On Sep 26, 2014, at 3:49 PM, Tony Duell <ard at p850ug1.demon.co.uk> wrote:
What is worse to me is that many museums seem to regard all exhibits as
being pieces of fine art and conserve them accordingly. One 'horror
picture' I saw (relating to a major London musuem) showed some of the
workers handling parts of a prototype electornic device wearing
disposable rubber gloves. Yes, fingerprint oils and sweat do damage
objects. But ESD is a much worse problem for MOS ICs (which I happen to
knwo this deviec was full of). And yet they did nothign about that (no
wrist straps, etc0. In fact the gloves probably made it worse.
That tells me they are not in fact conserving it as if they were
pieces of fine art. Instead, what you describe is an establishment that
My original statement could be misinterpretted. I did not mean to say
that conserving fien art is trivial, or not important, or anyhting like
that.
My point is hat the whole purpose of a piec of fine art is to give
pleasure by its visual appearance. And thus its appearance is very
important. That is wha tneeds ot be preserved. But a computer (or a
clock, or a steam locomotive, or...) real purpose is to operate. Yes,
many a beautiful to look at too. So while protectign tha appearanec of
such artefacts is important, IMHO it come second to preserving them in an
operational state. Which means to me that anti-static precautions are
more important t han preventign fingerprints on the PCBs.
Indeed. Though the barbarian practices you describe later also violate elementary ?don?t
make it ugly? principles.
is, plain and simple, incompetent ? unfit to
pretend to be a museum at
all. Or at least, they hire people who are utterly unqualified for the
job and who should make fish & chips instead.
I am wondering why you want to cvause an outbreak of food poisoning here :-)
True. :-)
Job #1 of conservatorship is to understand what is required to
conserve the thing you?re told to conserve. If you don?t know that
conserving electronic devices requires ESD safety practices, you?re too
stupid to work there, it?s that simple.
I am not sure they _did_ know that :-(Certainly the descriptions o nthe
exhibits do not demonstate much techncial knowledge.
I?m not surprised. But that?s precisely the point. If you don?t know what X is, you?re
not qualified to run an X museum.
Mind you, I was in siad museum a few weeks ago. I happeneed to see one of
the memebers of staf refittign the covers on a one-of-a-kind device afte
cleaning them. The convers were fixed with slot-head screws and some
quater-turn catches. The former h fitted with a swiss army knife, the
screwdriver blade of which was not the rifght size and was burring the
heads. The latter should have been locked with a square-section key (I do
not know if straight or tapered). Instead he jammed a blade of the swiss
army knife diagonally across the sqare hole and used that to turn it.
The same point I made above applies here, only more so. This is no
different from someone ?restoring? a painting with a paint roller.
(That apparently did happen, at a major museum in Holland, 20 or so
OUch!.
years ago. Big scandal. The museum claimed to
have done nothing
wrong.) Again, if someone thinks ?conserving? something means damaging
it by the use of wrong tools, that person doesn?t have enough
functioning brain cells to sweep the floors in that place.
FWIW, I feel the 'swiss army knife' and 'Leatherman' type tools are very
sueful in an emergency. But the screwdriver pladeas are no way a complete
range of sizesm and they are not as comfortable to use and a normal
screwdervier (read : if you don't feel comforatable holdign the tool you
are more likely to let it slip out of the screw slot).
i would expect somebody working in a museum to have the right size
screwdriver for such work (specially ground if necessary).
Regular hardware store screwdrivers, and those found on swiss army knives, are rotten
tools because they are wedges. Proper screwdrivers are found in clockmaker/watchmaker and
gunsmith supply shops. I have such a set that I use whenever I can, because it can?t slip
out of the slot. There?s a nice set available from Brownell?s in the USA, about 6 width
at 4 thickness choices each.
Especially when the tools in question are readily available for very
small sums of money ? it?s not as if you had to get them custom made.
(And of course, if you work on museum pieces, you DO have to be prepared
to get tools custom made if necessary!)
I have no idea id the square key tool is easy to get, I do know that any
machinist could make one in a few minutes on a millign machine. And
that's what I would do. This si not exactly complicated?
Indeed, and square key tools are readily available, at least if they are the Robinson
pattern. I once picked up a ?security bits? tool set, 100 bits for $10 or so. Not strong
at all but good enough for occasional use, and it included oddball stuff like triwing
(like Phillips but 3-fold symmetry instead of 4-fold). If you run into Bristol spline (in
1950s electronics like the Collins 51-J) it gets a little harder, but those too are still
available at modest prices. And as you point out, any tool you could possibly want is
easy to make with a bit of machining.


• [Exercise]:
Report the number of lines in the records below that contain the word "ffffff", and nothing more.

• [Extracted information]:
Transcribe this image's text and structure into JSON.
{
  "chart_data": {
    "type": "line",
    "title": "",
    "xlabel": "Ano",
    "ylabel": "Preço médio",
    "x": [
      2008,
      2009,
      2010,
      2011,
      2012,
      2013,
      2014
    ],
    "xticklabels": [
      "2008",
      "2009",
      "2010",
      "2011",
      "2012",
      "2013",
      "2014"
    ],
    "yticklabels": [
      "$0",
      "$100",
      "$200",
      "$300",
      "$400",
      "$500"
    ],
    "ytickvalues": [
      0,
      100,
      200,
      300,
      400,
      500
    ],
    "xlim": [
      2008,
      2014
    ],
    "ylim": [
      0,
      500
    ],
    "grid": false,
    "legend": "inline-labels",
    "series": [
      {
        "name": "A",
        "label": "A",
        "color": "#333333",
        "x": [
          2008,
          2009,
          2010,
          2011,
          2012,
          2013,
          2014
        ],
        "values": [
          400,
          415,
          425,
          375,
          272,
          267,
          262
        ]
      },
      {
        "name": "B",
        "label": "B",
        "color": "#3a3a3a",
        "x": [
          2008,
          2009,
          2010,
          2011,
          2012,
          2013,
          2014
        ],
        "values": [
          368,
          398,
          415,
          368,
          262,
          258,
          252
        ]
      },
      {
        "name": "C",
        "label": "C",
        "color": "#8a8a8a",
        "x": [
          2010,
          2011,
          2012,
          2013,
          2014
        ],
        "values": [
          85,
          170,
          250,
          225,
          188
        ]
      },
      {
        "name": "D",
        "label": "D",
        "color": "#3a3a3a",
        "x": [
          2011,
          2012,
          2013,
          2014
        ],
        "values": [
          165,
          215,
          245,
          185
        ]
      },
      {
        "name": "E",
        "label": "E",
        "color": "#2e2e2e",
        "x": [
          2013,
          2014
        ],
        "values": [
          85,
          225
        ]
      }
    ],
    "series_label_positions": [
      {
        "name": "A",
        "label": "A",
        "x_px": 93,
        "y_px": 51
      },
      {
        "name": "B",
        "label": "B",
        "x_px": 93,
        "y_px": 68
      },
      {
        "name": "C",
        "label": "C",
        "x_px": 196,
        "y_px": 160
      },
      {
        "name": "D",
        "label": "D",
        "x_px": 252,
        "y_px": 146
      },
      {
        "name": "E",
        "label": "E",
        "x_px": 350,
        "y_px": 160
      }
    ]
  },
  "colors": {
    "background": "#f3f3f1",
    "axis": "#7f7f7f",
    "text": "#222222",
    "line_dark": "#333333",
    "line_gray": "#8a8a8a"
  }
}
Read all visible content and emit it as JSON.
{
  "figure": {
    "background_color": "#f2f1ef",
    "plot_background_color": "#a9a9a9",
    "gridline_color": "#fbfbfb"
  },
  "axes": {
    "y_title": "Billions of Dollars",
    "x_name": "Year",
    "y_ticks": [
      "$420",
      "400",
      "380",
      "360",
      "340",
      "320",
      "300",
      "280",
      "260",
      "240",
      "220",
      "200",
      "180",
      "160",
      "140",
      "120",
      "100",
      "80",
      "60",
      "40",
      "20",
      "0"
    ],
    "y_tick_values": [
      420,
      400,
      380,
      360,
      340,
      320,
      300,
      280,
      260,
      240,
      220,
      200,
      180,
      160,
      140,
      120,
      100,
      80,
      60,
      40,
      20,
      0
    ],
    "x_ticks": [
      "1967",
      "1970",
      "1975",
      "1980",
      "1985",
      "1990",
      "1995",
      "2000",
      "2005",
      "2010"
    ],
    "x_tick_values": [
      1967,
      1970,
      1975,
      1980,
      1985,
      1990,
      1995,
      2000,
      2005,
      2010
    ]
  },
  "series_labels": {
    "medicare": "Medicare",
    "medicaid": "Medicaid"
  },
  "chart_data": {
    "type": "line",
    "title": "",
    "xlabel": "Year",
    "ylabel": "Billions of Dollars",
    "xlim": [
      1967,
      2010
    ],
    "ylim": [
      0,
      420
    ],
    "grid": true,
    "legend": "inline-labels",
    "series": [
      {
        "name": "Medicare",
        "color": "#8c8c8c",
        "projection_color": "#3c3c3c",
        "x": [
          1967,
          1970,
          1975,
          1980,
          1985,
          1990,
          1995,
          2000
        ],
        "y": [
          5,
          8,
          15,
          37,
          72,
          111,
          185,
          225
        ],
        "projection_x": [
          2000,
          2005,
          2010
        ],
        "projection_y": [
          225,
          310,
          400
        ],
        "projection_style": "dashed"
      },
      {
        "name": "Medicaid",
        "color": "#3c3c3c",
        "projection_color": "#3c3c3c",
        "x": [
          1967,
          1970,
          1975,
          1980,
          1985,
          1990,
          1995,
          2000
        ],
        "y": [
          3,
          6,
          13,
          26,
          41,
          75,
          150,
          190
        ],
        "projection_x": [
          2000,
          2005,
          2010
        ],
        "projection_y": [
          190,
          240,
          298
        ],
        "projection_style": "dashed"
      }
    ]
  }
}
--
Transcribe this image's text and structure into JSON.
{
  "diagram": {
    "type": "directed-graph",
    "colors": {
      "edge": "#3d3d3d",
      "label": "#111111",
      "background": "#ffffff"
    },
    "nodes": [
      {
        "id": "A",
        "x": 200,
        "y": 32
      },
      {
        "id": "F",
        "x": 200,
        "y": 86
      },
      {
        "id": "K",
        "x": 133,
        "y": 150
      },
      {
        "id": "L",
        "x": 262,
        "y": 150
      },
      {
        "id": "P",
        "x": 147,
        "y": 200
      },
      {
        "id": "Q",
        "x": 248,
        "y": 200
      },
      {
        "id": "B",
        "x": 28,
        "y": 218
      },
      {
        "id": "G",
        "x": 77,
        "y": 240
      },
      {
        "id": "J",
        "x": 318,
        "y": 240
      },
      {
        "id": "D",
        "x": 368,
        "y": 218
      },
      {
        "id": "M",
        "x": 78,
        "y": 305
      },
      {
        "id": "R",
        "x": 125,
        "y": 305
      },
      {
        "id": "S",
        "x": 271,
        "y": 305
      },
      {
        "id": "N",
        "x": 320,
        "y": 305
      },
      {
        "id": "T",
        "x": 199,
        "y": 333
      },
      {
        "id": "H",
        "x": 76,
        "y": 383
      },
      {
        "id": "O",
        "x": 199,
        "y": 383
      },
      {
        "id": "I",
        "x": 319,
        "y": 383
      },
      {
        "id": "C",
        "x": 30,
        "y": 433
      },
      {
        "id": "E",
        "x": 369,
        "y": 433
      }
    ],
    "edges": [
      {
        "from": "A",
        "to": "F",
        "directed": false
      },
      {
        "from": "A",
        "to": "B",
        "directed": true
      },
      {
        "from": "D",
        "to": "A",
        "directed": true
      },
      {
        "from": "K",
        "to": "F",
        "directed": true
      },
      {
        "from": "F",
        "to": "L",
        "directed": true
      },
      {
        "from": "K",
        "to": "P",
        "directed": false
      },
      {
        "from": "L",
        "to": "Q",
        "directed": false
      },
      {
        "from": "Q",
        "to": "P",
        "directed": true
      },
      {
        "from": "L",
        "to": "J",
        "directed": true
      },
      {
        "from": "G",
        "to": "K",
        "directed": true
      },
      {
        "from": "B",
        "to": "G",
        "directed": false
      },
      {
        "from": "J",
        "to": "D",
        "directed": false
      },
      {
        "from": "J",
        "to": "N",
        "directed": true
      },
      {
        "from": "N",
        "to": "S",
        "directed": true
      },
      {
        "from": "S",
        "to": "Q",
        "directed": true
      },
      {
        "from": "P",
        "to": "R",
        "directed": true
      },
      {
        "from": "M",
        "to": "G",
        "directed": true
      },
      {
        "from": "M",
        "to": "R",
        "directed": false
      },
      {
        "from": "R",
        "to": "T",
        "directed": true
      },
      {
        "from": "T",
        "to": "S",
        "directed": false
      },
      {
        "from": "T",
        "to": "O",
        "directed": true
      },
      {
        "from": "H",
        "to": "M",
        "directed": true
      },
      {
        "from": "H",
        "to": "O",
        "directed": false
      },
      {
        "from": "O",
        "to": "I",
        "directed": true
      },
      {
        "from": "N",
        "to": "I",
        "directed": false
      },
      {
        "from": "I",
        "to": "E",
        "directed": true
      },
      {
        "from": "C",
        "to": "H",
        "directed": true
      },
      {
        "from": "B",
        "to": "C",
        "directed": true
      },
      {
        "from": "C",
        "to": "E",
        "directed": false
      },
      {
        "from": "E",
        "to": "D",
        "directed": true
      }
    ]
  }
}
---
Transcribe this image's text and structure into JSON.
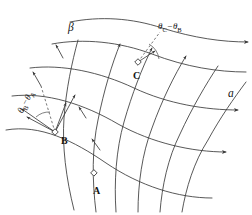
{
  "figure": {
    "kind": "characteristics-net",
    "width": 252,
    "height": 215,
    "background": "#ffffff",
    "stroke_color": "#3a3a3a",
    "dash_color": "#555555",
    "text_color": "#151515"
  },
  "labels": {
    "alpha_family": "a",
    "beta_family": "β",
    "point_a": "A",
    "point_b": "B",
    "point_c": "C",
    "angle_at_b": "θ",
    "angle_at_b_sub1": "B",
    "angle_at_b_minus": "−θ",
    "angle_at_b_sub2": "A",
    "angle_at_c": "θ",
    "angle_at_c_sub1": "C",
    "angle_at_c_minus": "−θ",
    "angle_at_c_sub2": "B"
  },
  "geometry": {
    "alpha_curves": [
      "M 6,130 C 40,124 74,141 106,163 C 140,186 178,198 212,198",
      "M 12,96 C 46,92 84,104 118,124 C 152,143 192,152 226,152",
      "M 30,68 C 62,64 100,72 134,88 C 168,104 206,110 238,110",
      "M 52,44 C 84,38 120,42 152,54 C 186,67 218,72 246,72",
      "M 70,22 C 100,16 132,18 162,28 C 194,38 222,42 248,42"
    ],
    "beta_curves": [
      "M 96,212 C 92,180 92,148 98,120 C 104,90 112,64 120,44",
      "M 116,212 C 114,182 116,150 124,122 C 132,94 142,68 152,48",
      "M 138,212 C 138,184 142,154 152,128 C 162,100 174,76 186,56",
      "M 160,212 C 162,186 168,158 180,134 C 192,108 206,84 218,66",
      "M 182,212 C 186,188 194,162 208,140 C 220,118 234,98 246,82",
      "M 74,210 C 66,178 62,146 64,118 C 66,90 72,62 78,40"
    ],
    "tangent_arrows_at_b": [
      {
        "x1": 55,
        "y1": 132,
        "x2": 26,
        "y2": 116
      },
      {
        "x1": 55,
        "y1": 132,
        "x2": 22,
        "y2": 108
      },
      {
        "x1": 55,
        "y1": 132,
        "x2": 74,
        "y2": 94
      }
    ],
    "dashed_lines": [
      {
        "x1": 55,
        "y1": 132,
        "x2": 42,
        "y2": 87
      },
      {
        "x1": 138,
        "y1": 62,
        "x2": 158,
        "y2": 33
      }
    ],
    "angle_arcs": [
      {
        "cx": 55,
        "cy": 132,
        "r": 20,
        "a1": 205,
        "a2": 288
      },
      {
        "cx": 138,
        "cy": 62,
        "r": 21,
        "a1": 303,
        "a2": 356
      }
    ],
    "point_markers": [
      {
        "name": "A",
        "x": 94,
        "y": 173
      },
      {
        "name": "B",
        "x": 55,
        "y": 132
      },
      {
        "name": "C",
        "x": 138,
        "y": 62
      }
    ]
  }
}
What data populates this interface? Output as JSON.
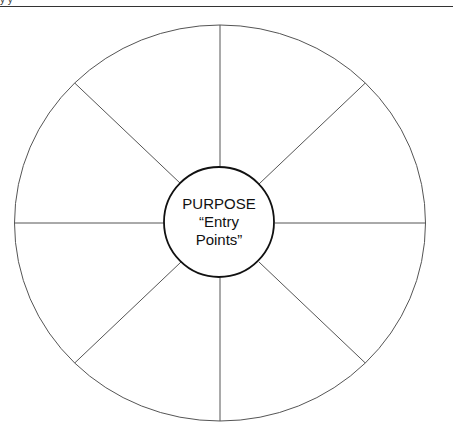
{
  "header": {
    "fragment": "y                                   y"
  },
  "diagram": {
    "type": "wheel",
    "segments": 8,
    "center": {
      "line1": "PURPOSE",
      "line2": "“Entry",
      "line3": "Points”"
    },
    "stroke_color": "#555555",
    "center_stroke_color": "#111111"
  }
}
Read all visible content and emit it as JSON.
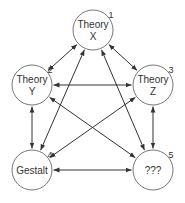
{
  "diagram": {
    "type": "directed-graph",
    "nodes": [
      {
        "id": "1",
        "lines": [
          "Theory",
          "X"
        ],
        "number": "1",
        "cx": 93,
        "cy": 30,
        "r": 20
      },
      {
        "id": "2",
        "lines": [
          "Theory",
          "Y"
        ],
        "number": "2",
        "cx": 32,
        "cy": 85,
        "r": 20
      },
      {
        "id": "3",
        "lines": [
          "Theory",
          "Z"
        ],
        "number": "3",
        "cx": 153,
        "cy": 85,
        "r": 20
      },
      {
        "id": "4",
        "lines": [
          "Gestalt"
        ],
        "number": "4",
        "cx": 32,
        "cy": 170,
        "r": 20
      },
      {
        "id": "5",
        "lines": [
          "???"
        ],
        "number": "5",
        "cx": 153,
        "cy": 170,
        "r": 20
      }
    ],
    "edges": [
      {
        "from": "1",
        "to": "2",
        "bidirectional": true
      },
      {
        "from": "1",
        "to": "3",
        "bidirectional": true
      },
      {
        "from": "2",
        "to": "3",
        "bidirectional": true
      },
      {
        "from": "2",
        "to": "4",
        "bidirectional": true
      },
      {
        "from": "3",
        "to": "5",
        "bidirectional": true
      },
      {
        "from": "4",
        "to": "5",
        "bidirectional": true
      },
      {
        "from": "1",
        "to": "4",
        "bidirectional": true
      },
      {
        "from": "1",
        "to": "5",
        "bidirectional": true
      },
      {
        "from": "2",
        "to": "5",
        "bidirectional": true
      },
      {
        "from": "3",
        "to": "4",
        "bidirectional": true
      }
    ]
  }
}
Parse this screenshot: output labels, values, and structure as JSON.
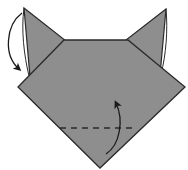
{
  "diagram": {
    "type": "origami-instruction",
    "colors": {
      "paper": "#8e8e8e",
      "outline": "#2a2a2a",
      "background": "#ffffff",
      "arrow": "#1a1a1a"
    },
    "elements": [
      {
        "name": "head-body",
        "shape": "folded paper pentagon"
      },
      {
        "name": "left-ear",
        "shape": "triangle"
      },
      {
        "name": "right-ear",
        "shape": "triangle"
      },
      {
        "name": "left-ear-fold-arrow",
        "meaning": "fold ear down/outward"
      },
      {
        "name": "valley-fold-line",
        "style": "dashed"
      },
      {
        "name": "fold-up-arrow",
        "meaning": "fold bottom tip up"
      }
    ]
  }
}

• [The completed task]:
3